All three Republican votes from New Jersey will go to Kevin McCarthy when the U.S. House of Representatives meets on January 3 to elect a new Speaker.
Reps. Christopher Smith (R-Manchester) and Jeff Van Drew (R-Dennis), and Rep.-elect Thomas Kean, Jr. (R-Westfield) are all backing McCarthy, the New Jersey Globe has confirmed.
McCarthy has a complicated path to become speaker. He needs 218 votes to win the speakership when Republicans gain control of the chamber next month. With a 222-213 majority, McCarthy can only afford to lose four votes.
Rep. Andy Biggs (R-Arizona), a former chairman of the House Freedom Caucus, has announced that he will challenge McCarthy for speaker. He is one of five House Republicans that have refused to support McCarthy.
In a GOP caucus vote last month, McCarthy beat Biggs, 188-31, with five additional Republicans voting for someone else.
New Jersey’s congressional delegation will increase from two Republicans to three in January after Kean defeated two-term Rep. Tom Malinowski (D-Ringoes).
Kean has become a strong supporter of McCarthy, who came to New Jersey in July 2021 to help Kean launch his congressional run.
McCarthy also forged a relationship with Van Drew in 2019 when he helped convince the longtime Democratic officeholder to switch parties and become a Republican.
Smith is a longtime ally of McCarthy, backing him for House leadership posts for the last twelve years. McCarthy endorsed Smith for re-election to his 4th district House seat earlier this years.
If McCarthy is unable to secure 218 votes, the race for speaker would go to a second ballot for the first time since Frederick Gillett (R-Massachusetts) won on the 9th ballot in 1923.
The math for McCarthy could become easier if some Democrats vote present, a move that would lower the number of Republican votes he needs to win.
The 1859 race for Speaker of the House was won on the 44th ballot by a New Jerseyan, William Pennington, a former governor from the Whig Party who was elected to Congress as a Republican in 1858. One of two freshman congressmen to become Speaker – the other was Henry Clay – Pennington lost his own House seat in 1860 when Democrat Nehemiah Perry, a former assemblyman and Newark city councilman, ousted him by 400 votes.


* Description of the task *
Every line of the data needs to be returned exactly.

* Task input *
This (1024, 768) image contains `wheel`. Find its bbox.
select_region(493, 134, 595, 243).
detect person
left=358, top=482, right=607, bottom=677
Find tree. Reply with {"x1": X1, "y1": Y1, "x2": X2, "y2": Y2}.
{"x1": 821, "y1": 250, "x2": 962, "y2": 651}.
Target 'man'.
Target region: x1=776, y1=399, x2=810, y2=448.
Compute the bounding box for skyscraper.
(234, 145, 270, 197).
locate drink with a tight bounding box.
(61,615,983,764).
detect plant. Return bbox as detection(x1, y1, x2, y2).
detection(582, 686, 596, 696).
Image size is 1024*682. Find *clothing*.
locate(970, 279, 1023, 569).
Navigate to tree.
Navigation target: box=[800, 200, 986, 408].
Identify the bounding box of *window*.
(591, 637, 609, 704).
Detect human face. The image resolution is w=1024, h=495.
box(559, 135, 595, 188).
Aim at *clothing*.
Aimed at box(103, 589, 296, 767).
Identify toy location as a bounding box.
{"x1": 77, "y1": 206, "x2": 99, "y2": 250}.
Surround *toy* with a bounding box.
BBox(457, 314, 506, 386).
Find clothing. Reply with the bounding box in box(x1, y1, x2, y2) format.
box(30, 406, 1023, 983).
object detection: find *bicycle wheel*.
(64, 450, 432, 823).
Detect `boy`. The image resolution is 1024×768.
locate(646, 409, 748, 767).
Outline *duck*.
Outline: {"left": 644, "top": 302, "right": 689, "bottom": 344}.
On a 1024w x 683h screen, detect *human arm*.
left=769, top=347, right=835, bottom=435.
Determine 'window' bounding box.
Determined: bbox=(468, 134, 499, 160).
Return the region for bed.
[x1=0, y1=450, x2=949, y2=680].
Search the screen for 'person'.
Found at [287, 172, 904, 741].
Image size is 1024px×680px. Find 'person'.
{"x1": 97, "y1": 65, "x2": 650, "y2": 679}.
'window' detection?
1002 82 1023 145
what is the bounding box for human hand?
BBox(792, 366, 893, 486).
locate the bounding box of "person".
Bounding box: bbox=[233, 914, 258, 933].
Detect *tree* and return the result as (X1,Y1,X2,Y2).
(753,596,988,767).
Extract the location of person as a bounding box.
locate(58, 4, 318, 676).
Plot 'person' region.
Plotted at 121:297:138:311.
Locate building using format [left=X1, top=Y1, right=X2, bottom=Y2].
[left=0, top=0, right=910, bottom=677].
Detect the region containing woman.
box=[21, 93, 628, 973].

* Solution to the exercise *
This (1024, 768) image contains `wheel`. Find its bbox.
select_region(493, 134, 595, 243).
detect person
left=358, top=482, right=607, bottom=677
Find tree. Reply with {"x1": X1, "y1": Y1, "x2": X2, "y2": Y2}.
{"x1": 821, "y1": 250, "x2": 962, "y2": 651}.
Target 'man'.
Target region: x1=776, y1=399, x2=810, y2=448.
Compute the bounding box for skyscraper.
(234, 145, 270, 197).
locate drink with a tight bounding box.
(61,615,983,764).
detect plant. Return bbox as detection(x1, y1, x2, y2).
detection(582, 686, 596, 696).
Image size is 1024*682. Find *clothing*.
locate(970, 279, 1023, 569).
Navigate to tree.
Navigation target: box=[800, 200, 986, 408].
Identify the bounding box of *window*.
(591, 637, 609, 704).
Detect human face. The image resolution is w=1024, h=495.
box(559, 135, 595, 188).
Aim at *clothing*.
Aimed at box(103, 589, 296, 767).
Identify toy location as a bounding box.
{"x1": 77, "y1": 206, "x2": 99, "y2": 250}.
Surround *toy* with a bounding box.
BBox(457, 314, 506, 386).
Find clothing. Reply with the bounding box in box(x1, y1, x2, y2) format.
box(30, 406, 1023, 983).
object detection: find *bicycle wheel*.
(64, 450, 432, 823).
Detect `boy`. The image resolution is 1024×768.
locate(646, 409, 748, 767).
Outline *duck*.
Outline: {"left": 644, "top": 302, "right": 689, "bottom": 344}.
On a 1024w x 683h screen, detect *human arm*.
left=769, top=347, right=835, bottom=435.
Determine 'window' bounding box.
Determined: bbox=(468, 134, 499, 160).
Return the region for bed.
[x1=0, y1=450, x2=949, y2=680].
Search the screen for 'person'.
Found at [287, 172, 904, 741].
Image size is 1024px×680px. Find 'person'.
{"x1": 97, "y1": 65, "x2": 650, "y2": 679}.
'window' detection?
1002 82 1023 145
what is the bounding box for human hand?
BBox(792, 366, 893, 486).
locate the bounding box of "person".
Bounding box: bbox=[233, 914, 258, 933].
Detect *tree* and return the result as (X1,Y1,X2,Y2).
(753,596,988,767).
Extract the location of person as a bounding box.
locate(58, 4, 318, 676).
Plot 'person' region.
Plotted at 121:297:138:311.
Locate building using format [left=X1, top=Y1, right=X2, bottom=Y2].
[left=0, top=0, right=910, bottom=677].
Detect the region containing woman.
box=[21, 93, 628, 973].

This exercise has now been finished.